Sunday, November 28, 2010

why i like modern art, part ii

"every artist has an attic" this is the title of a screenprint by retired ttu professor of printmaking lynwood kreneck. sadly, i couldn't find an image. it's a very clever print, showing partial and complete artworks by famous artists throughout time strewn about an attic; the influences in the neatly jumbled mind of an artist. the following are a few images stashed in my attic:

paul klee's "die zwitscher maschine" (the twittering machine) (1922) found here



paul klee's "hermitage" (1918), here (a "site that is impossible to navigate properly." good luck.)

kandinsky here




cy twombly images found here and here (notice the second is for sale...you have $1,338,351 lying around to buy me a christmas present, right? i've been a very good girl.)

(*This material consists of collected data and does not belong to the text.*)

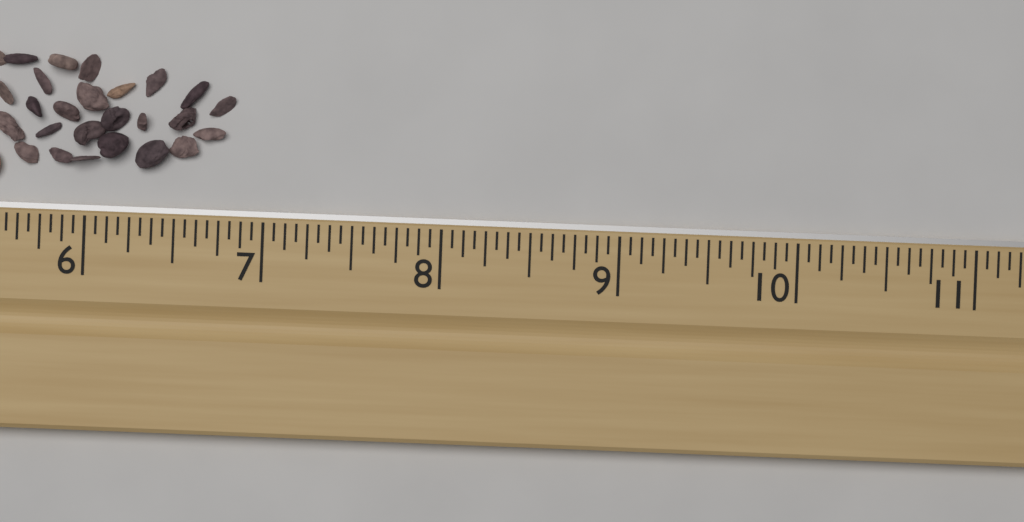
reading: 6.8125 in
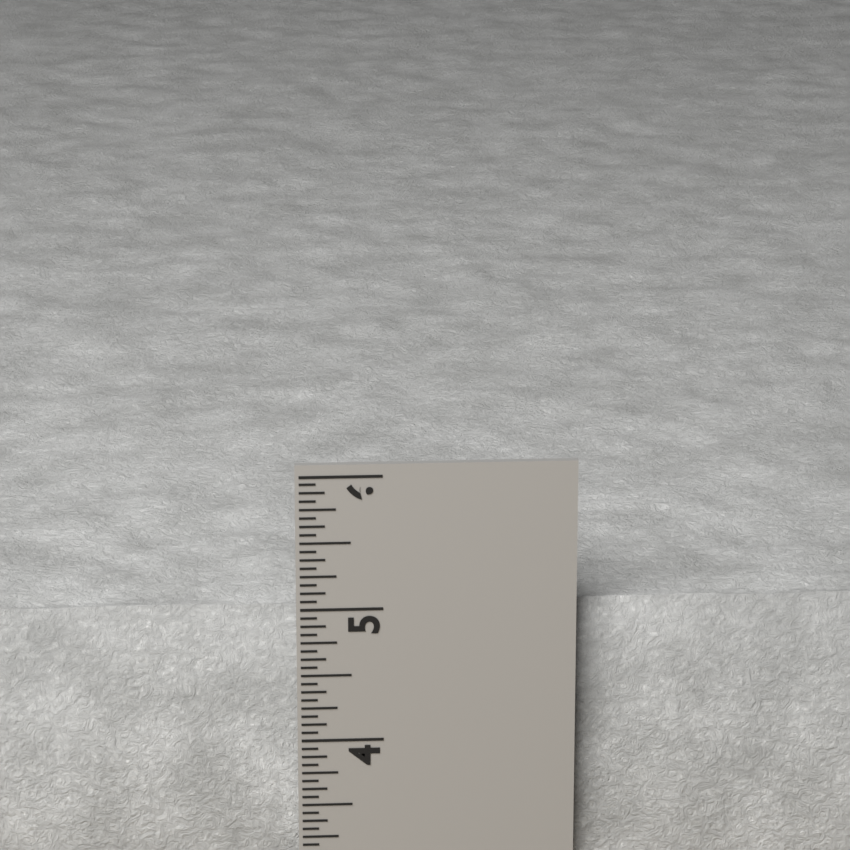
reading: 5.0000 in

per kirkeby's prints, both "untitled" from 2003 found here. also for sale. {ahem}


and last, but DEFINITELY not least, a woman...who's still alive! i know right? behold: "tumbleweed," by karen kunc (1997):

the woodblocks for this beauty were on display in the printmaking lab at wake because my professor, david faber, helped to print the image during a workshop. i drooled over them every classperiod. someday i'd like to meet her.

i was going to tell you why i liked each of them, but for each one i started writing, the color! the line! the immediacy of the mark-making! delicious! and so, well, there ya go. but even more, i like them because they go beyond what you see to address deeper ideas (remember how artists think?) klee, for instance, manages to merge the monstrous with the playful, addressing industry's horrors and atrocities with childlike honesty and sincerety. twombly's works use line, texture and color (or lack of) very poetically and are often references or responses to literary sources. per kirkeby's abstractions are reminiscent of the danish landscape he grew up around and, likewise, kunc's abstracted landscapes are "interpretation and contemplation on larger issues of the eternal life struggle, of endurance and vulnerability, growth and destruction." (source) and of course, i'd be remiss if i didn't mention my former professor, terry morrow (who defies all links). he helped shape the artist i am today.

1 comment:

sherry carpet said...

these images give me so much pleasure. enjoyment is almost enough, isn't it? but learning more and adding some depth of understanding only makes it better. i took a class on avant garde art at UW that BLEW MY MIND. thanks for showing me some of the great artists. i didn't know the very contemporary ones.